Empire and Honor (Honor Bound 7)
Page 248
Well, maybe I am. That’s what it looks like.
Why the hell did I open this bag of worms?
“If you ‘turned in your wings’ in the Luftwaffe,” von und zu Aschenburg went on, “you were assigned to a penal battalion. You went to the front as a rifleman, and you stayed there until you were killed. If you were wounded, when you got out of the hospital, you went back to the penal battalion. The people I’m talking about knew this, so they kept flying.”
Jimmy shook his head.
“What I’m saying, Jimmy, is they didn’t have a choice. Be glad you did.”
“Even if it brings my yellow streak out in the open?”
“I don’t think you’re a coward, and I don’t think Clete does, either. Trying to stay alive isn’t cowardice. It’s common sense. Be glad you had the choice—and the courage to make it. Walking into suicide isn’t bravery . . . it’s stupidity.”
“Hey! Hey!” Clete said, suddenly and excitedly. “Look at this!”
They looked where he was pointing.
On the road ahead, half a dozen gendarmes armed with Mauser submachine guns were leading at least that many men—dressed in military field clothing, their hands locked at the back of their necks—toward a canvas-roofed gendarmerie truck.
“I would hazard the guess those are the people who have been surveilling us,” Clete said. “After we shoot our touch-and-gos, we’ll stop by the gendarmerie barracks in Mendoza and see what the gendarmes have found out about who they are. Five-to-one they’re from the Tenth Mountain, but you never know.”
[TWO]
El Plumerillo Airfield
Mendoza, Mendoza Province, Argentina
1025 21 October 1945
As they drove onto the airport, the Howell Petroleum Corporation Constellation was just lifting off. It flashed over them, retracted its landing gear, and went into a steep climb.
Clete Frade’s first reaction to this was to tell Dieter von und zu Aschenburg and Jimmy Cronley that the first problem in flying from Mendoza to Santiago de Chile was picking up enough altitude to get over the Andes.
“It’s not a problem in a Connie,” he said. “But when we started SAA with Lodestars, I was going to call it ATAA—Around and Through the Andes Airlines—because the Lodestars can’t make enough altitude to get over some of the mountains.”
Then he had a second thought, and said it aloud: “They should have been out of here before this. Siggie must have had trouble installing the Collins 7.2.”
—
They found Master Sergeant Siggie Stein in Hangar Two, and he apologized for taking so long to install the Collins radio.
“That happens, Colonel,” he
said.
“Well, they’re on their way to Santiago,” Frade said. “What are you doing in here?”
Stein pointed to a Lodestar painted in the SAA color scheme.
“That’s not working, either. The plane’s more badly shot up than we thought.”
Cronley realized that the Lodestar was the one in which Frade had flown Perón from Buenos Aires. When he looked closer he saw bullet holes in the fuselage.
“The mechanics were able to fix the hydraulics,” Stein explained, “and there was no damage to the engines. But the radios—you have zero radios. . . .”
“They were working when I landed,” Frade protested.
“They aren’t now, Colonel,” Stein said. “And they can’t replace the shot-out windows or patch the bullet holes here. That’ll have to be done in Buenos Aires, which means that this is going to have to be flown there, which means, since it doesn’t have any navigation equipment—except for a magnetic compass—that it will have to be shepherded there by another airplane—another Lodestar—that does have working navigation equipment.”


**Action item**
An exact reproduction of the entries is needed. Keep all pictures out of it.

**Source information**
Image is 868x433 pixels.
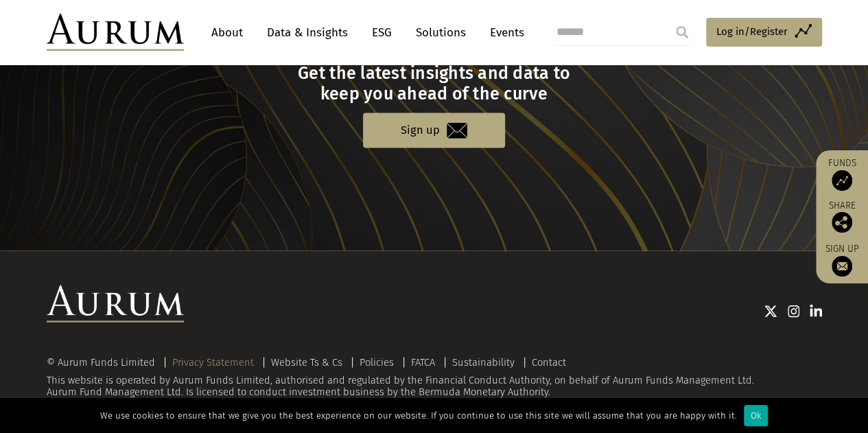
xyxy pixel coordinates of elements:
a: Sustainability [452,356,515,369]
a: FATCA [411,356,435,369]
a: Sign up [823,243,862,277]
a: Sign up [363,113,505,149]
a: Website Ts & Cs [271,356,342,369]
div: Share [823,201,862,233]
img: Share this post [832,212,853,233]
a: Events [483,20,524,45]
div: © Aurum Funds Limited [47,358,162,368]
h3: Get the latest insights and data to keep you ahead of the curve [48,63,821,105]
div: This website is operated by Aurum Funds Limited, authorised and regulated by the Financial Conduc... [47,357,822,399]
a: Funds [823,157,862,191]
img: Instagram icon [788,305,800,319]
a: ESG [365,20,399,45]
span: Log in/Register [717,23,788,40]
a: Log in/Register [706,18,822,47]
a: Policies [360,356,394,369]
a: Contact [532,356,566,369]
a: Solutions [409,20,473,45]
img: Sign up to our newsletter [832,256,853,277]
img: Twitter icon [764,305,777,319]
a: Data & Insights [260,20,355,45]
a: Privacy Statement [172,356,254,369]
img: Aurum [47,14,184,51]
img: Linkedin icon [810,305,822,319]
input: Submit [669,19,696,46]
img: Aurum Logo [47,286,184,323]
img: Access Funds [832,170,853,191]
div: Ok [744,405,768,426]
a: About [204,20,250,45]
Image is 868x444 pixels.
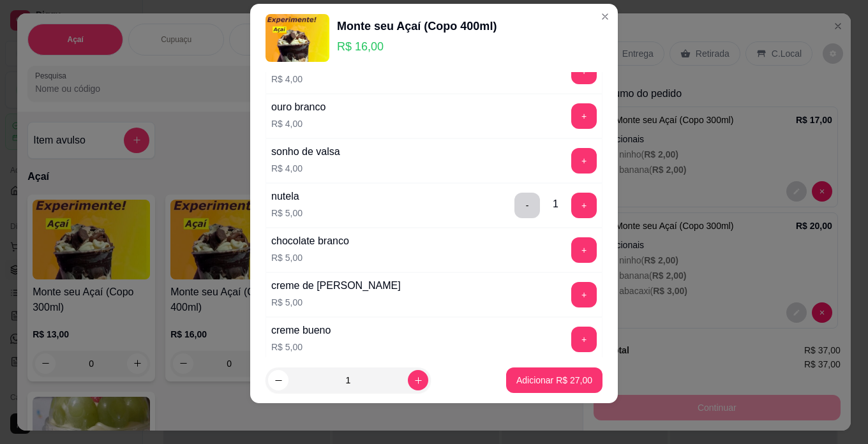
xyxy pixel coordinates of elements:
img: product-image [265,14,329,62]
p: R$ 4,00 [271,162,340,174]
div: creme de [PERSON_NAME] [271,278,400,293]
p: R$ 5,00 [271,296,400,309]
button: add [571,148,596,173]
button: Adicionar R$ 27,00 [506,367,602,392]
button: delete [514,193,540,218]
div: creme bueno [271,322,330,338]
p: R$ 4,00 [271,117,325,130]
div: nutela [271,189,302,204]
p: R$ 5,00 [271,251,349,264]
button: decrease-product-quantity [268,370,288,390]
div: Monte seu Açaí (Copo 400ml) [337,18,496,35]
button: add [571,326,596,352]
div: ouro branco [271,99,325,115]
button: Close [594,7,615,27]
button: add [571,281,596,308]
p: R$ 5,00 [271,341,330,353]
p: R$ 4,00 [271,73,302,86]
button: add [571,193,596,218]
p: R$ 16,00 [337,38,496,56]
button: increase-product-quantity [407,370,428,390]
button: add [571,103,596,129]
div: chocolate branco [271,234,349,248]
p: Adicionar R$ 27,00 [516,374,592,387]
div: sonho de valsa [271,144,340,160]
button: add [571,238,596,263]
div: 1 [552,197,558,211]
p: R$ 5,00 [271,206,302,219]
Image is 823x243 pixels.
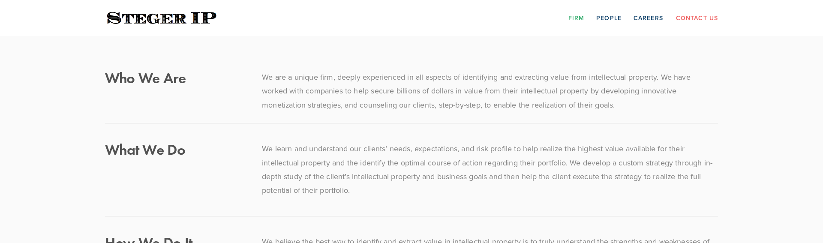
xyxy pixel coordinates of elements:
[676,11,718,24] a: Contact Us
[105,142,247,157] h2: What We Do
[262,142,718,198] p: We learn and understand our clients’ needs, expectations, and risk profile to help realize the hi...
[596,11,621,24] a: People
[262,70,718,112] p: We are a unique firm, deeply experienced in all aspects of identifying and extracting value from ...
[105,10,219,27] img: Steger IP | Trust. Experience. Results.
[633,11,663,24] a: Careers
[105,70,247,85] h2: Who We Are
[568,11,584,24] a: Firm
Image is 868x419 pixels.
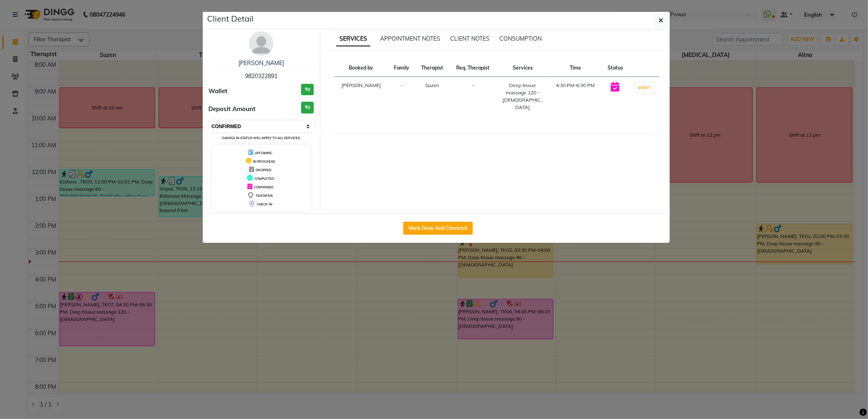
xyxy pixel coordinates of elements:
h3: ₹0 [301,102,313,114]
span: SERVICES [336,32,370,46]
span: Deposit Amount [209,105,256,114]
td: - [450,77,496,116]
td: - [388,77,415,116]
button: START [636,83,652,93]
span: CONFIRMED [254,185,273,190]
h3: ₹0 [301,84,313,96]
span: CLIENT NOTES [450,35,489,42]
span: DROPPED [256,168,271,172]
span: UPCOMING [255,151,272,155]
button: Mark Done And Checkout [403,222,473,235]
span: 9820322891 [245,72,278,80]
span: COMPLETED [254,176,273,181]
th: Req. Therapist [450,59,496,77]
th: Services [496,59,549,77]
th: Family [388,59,415,77]
span: TENTATIVE [256,194,273,198]
th: Status [601,59,629,77]
th: Booked by [334,59,388,77]
td: 4:30 PM-6:30 PM [549,77,601,116]
span: APPOINTMENT NOTES [380,35,440,42]
span: IN PROGRESS [253,159,275,163]
span: Suzen [426,82,440,88]
a: [PERSON_NAME] [238,59,284,67]
span: Wallet [209,87,228,96]
h5: Client Detail [207,12,254,25]
img: avatar [249,31,273,56]
span: CHECK-IN [257,202,272,206]
th: Therapist [415,59,450,77]
th: Time [549,59,601,77]
small: Change in status will apply to all services. [221,136,300,140]
div: Deep tissue massage 120 - [DEMOGRAPHIC_DATA] [501,82,544,111]
span: CONSUMPTION [499,35,541,42]
td: [PERSON_NAME] [334,77,388,116]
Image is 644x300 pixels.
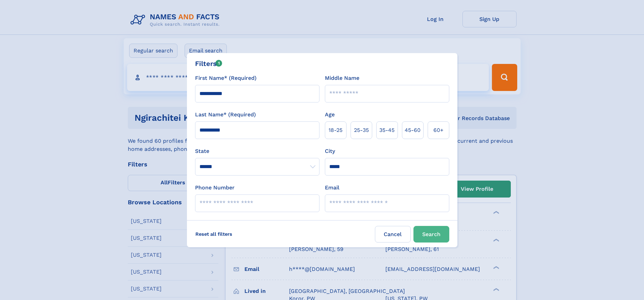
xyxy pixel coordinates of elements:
[195,110,256,119] label: Last Name* (Required)
[405,126,421,134] span: 45‑60
[379,126,394,134] span: 35‑45
[195,184,235,192] label: Phone Number
[325,110,335,119] label: Age
[329,126,343,134] span: 18‑25
[191,226,237,242] label: Reset all filters
[433,126,444,134] span: 60+
[375,226,411,242] label: Cancel
[195,59,223,69] div: Filters
[325,184,339,192] label: Email
[413,226,449,242] button: Search
[325,147,335,155] label: City
[195,147,319,155] label: State
[195,74,257,82] label: First Name* (Required)
[325,74,360,82] label: Middle Name
[354,126,369,134] span: 25‑35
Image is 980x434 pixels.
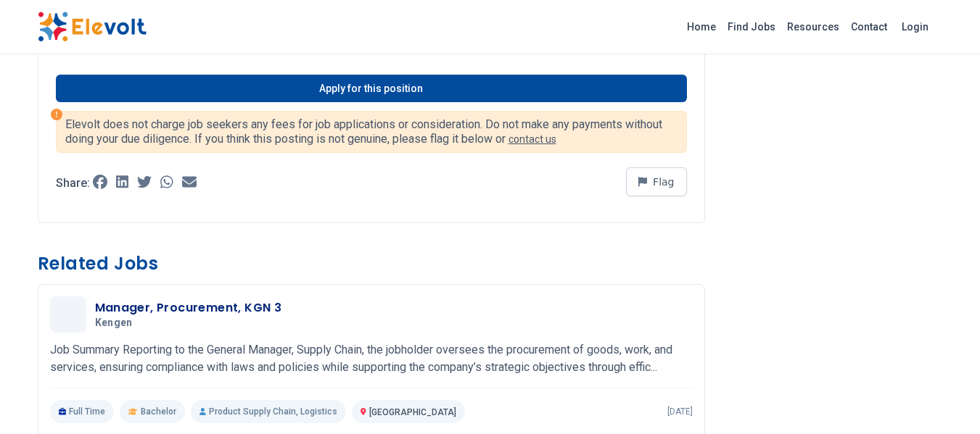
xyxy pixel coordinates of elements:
a: Resources [781,15,845,38]
p: Share: [56,178,90,189]
a: Contact [845,15,893,38]
h3: Manager, Procurement, KGN 3 [95,299,282,317]
span: [GEOGRAPHIC_DATA] [369,408,457,418]
h3: Related Jobs [38,252,705,275]
a: Find Jobs [722,15,781,38]
a: Login [893,12,938,42]
a: contact us [509,134,557,145]
p: Elevolt does not charge job seekers any fees for job applications or consideration. Do not make a... [65,118,678,147]
span: Bachelor [141,406,176,418]
span: Kengen [95,317,133,330]
p: Product Supply Chain, Logistics [191,400,346,424]
iframe: Chat Widget [908,364,980,434]
img: Elevolt [38,11,147,42]
a: Apply for this position [56,74,688,102]
img: Kengen [54,300,83,329]
p: [DATE] [667,406,693,418]
a: Home [681,15,722,38]
p: Full Time [50,400,115,424]
p: Job Summary Reporting to the General Manager, Supply Chain, the jobholder oversees the procuremen... [50,341,693,376]
a: KengenManager, Procurement, KGN 3KengenJob Summary Reporting to the General Manager, Supply Chain... [50,296,693,424]
button: Flag [626,167,688,196]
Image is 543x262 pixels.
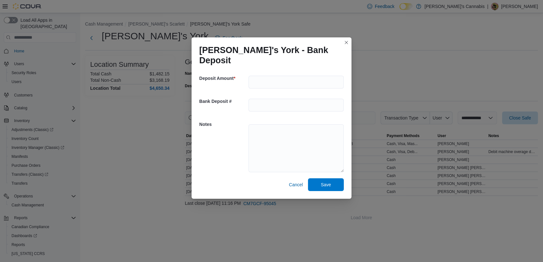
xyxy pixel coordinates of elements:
button: Closes this modal window [343,39,350,46]
h5: Bank Deposit # [199,95,247,108]
button: Save [308,179,344,191]
span: Save [321,182,331,188]
h1: [PERSON_NAME]'s York - Bank Deposit [199,45,339,66]
span: Cancel [289,182,303,188]
h5: Notes [199,118,247,131]
button: Cancel [286,179,306,191]
h5: Deposit Amount [199,72,247,85]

**Your solution**
Image is 868x433 pixels.
xyxy pixel coordinates of elements:
a: Sustainability [452,356,515,369]
a: FATCA [411,356,435,369]
a: Sign up [823,243,862,277]
a: Sign up [363,113,505,149]
a: Website Ts & Cs [271,356,342,369]
div: Share [823,201,862,233]
img: Share this post [832,212,853,233]
a: Events [483,20,524,45]
div: © Aurum Funds Limited [47,358,162,368]
h3: Get the latest insights and data to keep you ahead of the curve [48,63,821,105]
div: This website is operated by Aurum Funds Limited, authorised and regulated by the Financial Conduc... [47,357,822,399]
a: Funds [823,157,862,191]
img: Instagram icon [788,305,800,319]
a: ESG [365,20,399,45]
span: Log in/Register [717,23,788,40]
a: Log in/Register [706,18,822,47]
a: Policies [360,356,394,369]
a: Contact [532,356,566,369]
a: Solutions [409,20,473,45]
img: Sign up to our newsletter [832,256,853,277]
img: Twitter icon [764,305,777,319]
a: Data & Insights [260,20,355,45]
a: Privacy Statement [172,356,254,369]
img: Aurum [47,14,184,51]
img: Linkedin icon [810,305,822,319]
input: Submit [669,19,696,46]
img: Aurum Logo [47,286,184,323]
img: Access Funds [832,170,853,191]
div: Ok [744,405,768,426]
a: About [204,20,250,45]
Image is 868x444 pixels.
xyxy pixel coordinates of elements:
img: product-image [265,14,329,62]
p: R$ 4,00 [271,162,340,174]
div: creme de [PERSON_NAME] [271,278,400,293]
p: R$ 5,00 [271,296,400,309]
button: add [571,148,596,173]
button: Adicionar R$ 27,00 [506,367,602,392]
button: delete [514,193,540,218]
div: creme bueno [271,322,330,338]
p: R$ 4,00 [271,117,325,130]
div: nutela [271,189,302,204]
p: R$ 5,00 [271,251,349,264]
button: decrease-product-quantity [268,370,288,390]
div: Monte seu Açaí (Copo 400ml) [337,18,496,35]
button: add [571,326,596,352]
div: ouro branco [271,99,325,115]
button: Close [594,7,615,27]
button: add [571,281,596,308]
p: R$ 5,00 [271,341,330,353]
p: R$ 4,00 [271,73,302,86]
button: add [571,193,596,218]
p: R$ 16,00 [337,38,496,56]
button: increase-product-quantity [407,370,428,390]
button: add [571,103,596,129]
div: chocolate branco [271,234,349,248]
p: Adicionar R$ 27,00 [516,374,592,387]
div: sonho de valsa [271,144,340,160]
button: add [571,238,596,263]
div: 1 [552,197,558,211]
p: R$ 5,00 [271,206,302,219]
Image is 823x243 pixels.
xyxy pixel coordinates of elements:
[676,11,718,24] a: Contact Us
[105,142,247,157] h2: What We Do
[262,142,718,198] p: We learn and understand our clients’ needs, expectations, and risk profile to help realize the hi...
[596,11,621,24] a: People
[262,70,718,112] p: We are a unique firm, deeply experienced in all aspects of identifying and extracting value from ...
[105,10,219,27] img: Steger IP | Trust. Experience. Results.
[633,11,663,24] a: Careers
[105,70,247,85] h2: Who We Are
[568,11,584,24] a: Firm
Image is 868x419 pixels.
xyxy pixel coordinates of elements:
h3: ₹0 [301,102,313,114]
span: SERVICES [336,32,370,46]
span: Deposit Amount [209,105,256,114]
td: - [450,77,496,116]
td: - [388,77,415,116]
button: START [636,83,652,93]
span: CONFIRMED [254,185,273,190]
h3: ₹0 [301,84,313,96]
span: CLIENT NOTES [450,35,489,42]
span: DROPPED [256,168,271,172]
span: UPCOMING [255,151,272,155]
button: Mark Done And Checkout [403,222,473,235]
span: 9820322891 [245,72,278,80]
span: COMPLETED [254,176,273,181]
th: Req. Therapist [450,59,496,77]
th: Services [496,59,549,77]
th: Family [388,59,415,77]
span: TENTATIVE [256,194,273,198]
th: Status [601,59,629,77]
th: Booked by [334,59,388,77]
td: 4:30 PM-6:30 PM [549,77,601,116]
span: APPOINTMENT NOTES [380,35,440,42]
span: IN PROGRESS [253,159,275,163]
span: Suzen [426,82,440,88]
a: [PERSON_NAME] [238,59,284,67]
span: Wallet [209,87,228,96]
h5: Client Detail [207,12,254,25]
img: avatar [249,31,273,56]
span: CHECK-IN [257,202,272,206]
th: Therapist [415,59,450,77]
th: Time [549,59,601,77]
small: Change in status will apply to all services. [221,136,300,140]
div: Deep tissue massage 120 - [DEMOGRAPHIC_DATA] [501,82,544,111]
span: CONSUMPTION [499,35,541,42]
td: [PERSON_NAME] [334,77,388,116]
Image is 644x300 pixels.
xyxy pixel coordinates of elements:
[195,110,256,119] label: Last Name* (Required)
[405,126,421,134] span: 45‑60
[379,126,394,134] span: 35‑45
[195,184,235,192] label: Phone Number
[325,110,335,119] label: Age
[329,126,343,134] span: 18‑25
[191,226,237,242] label: Reset all filters
[433,126,444,134] span: 60+
[375,226,411,242] label: Cancel
[195,59,223,69] div: Filters
[325,184,339,192] label: Email
[413,226,449,242] button: Search
[325,147,335,155] label: City
[195,147,319,155] label: State
[195,74,257,82] label: First Name* (Required)
[325,74,360,82] label: Middle Name
[354,126,369,134] span: 25‑35
Image is 980x434 pixels.
xyxy pixel coordinates of elements:
a: Resources [781,15,845,38]
p: Share: [56,178,90,189]
a: Contact [845,15,893,38]
h3: Manager, Procurement, KGN 3 [95,299,282,317]
span: [GEOGRAPHIC_DATA] [369,408,457,418]
h3: Related Jobs [38,252,705,275]
a: Find Jobs [722,15,781,38]
a: Login [893,12,938,42]
a: contact us [509,134,557,145]
p: Elevolt does not charge job seekers any fees for job applications or consideration. Do not make a... [65,118,678,147]
span: Bachelor [141,406,176,418]
span: Kengen [95,317,133,330]
p: Product Supply Chain, Logistics [191,400,346,424]
iframe: Chat Widget [908,364,980,434]
img: Elevolt [38,11,147,42]
a: Apply for this position [56,74,688,102]
img: Kengen [54,300,83,329]
p: [DATE] [667,406,693,418]
a: Home [681,15,722,38]
p: Full Time [50,400,115,424]
p: Job Summary Reporting to the General Manager, Supply Chain, the jobholder oversees the procuremen... [50,341,693,376]
a: KengenManager, Procurement, KGN 3KengenJob Summary Reporting to the General Manager, Supply Chain... [50,296,693,424]
button: Flag [626,167,688,196]
Image is 543x262 pixels.
xyxy pixel coordinates of elements:
button: Closes this modal window [343,39,350,46]
h5: Bank Deposit # [199,95,247,108]
button: Save [308,179,344,191]
span: Save [321,182,331,188]
h1: [PERSON_NAME]'s York - Bank Deposit [199,45,339,66]
span: Cancel [289,182,303,188]
h5: Notes [199,118,247,131]
button: Cancel [286,179,306,191]
h5: Deposit Amount [199,72,247,85]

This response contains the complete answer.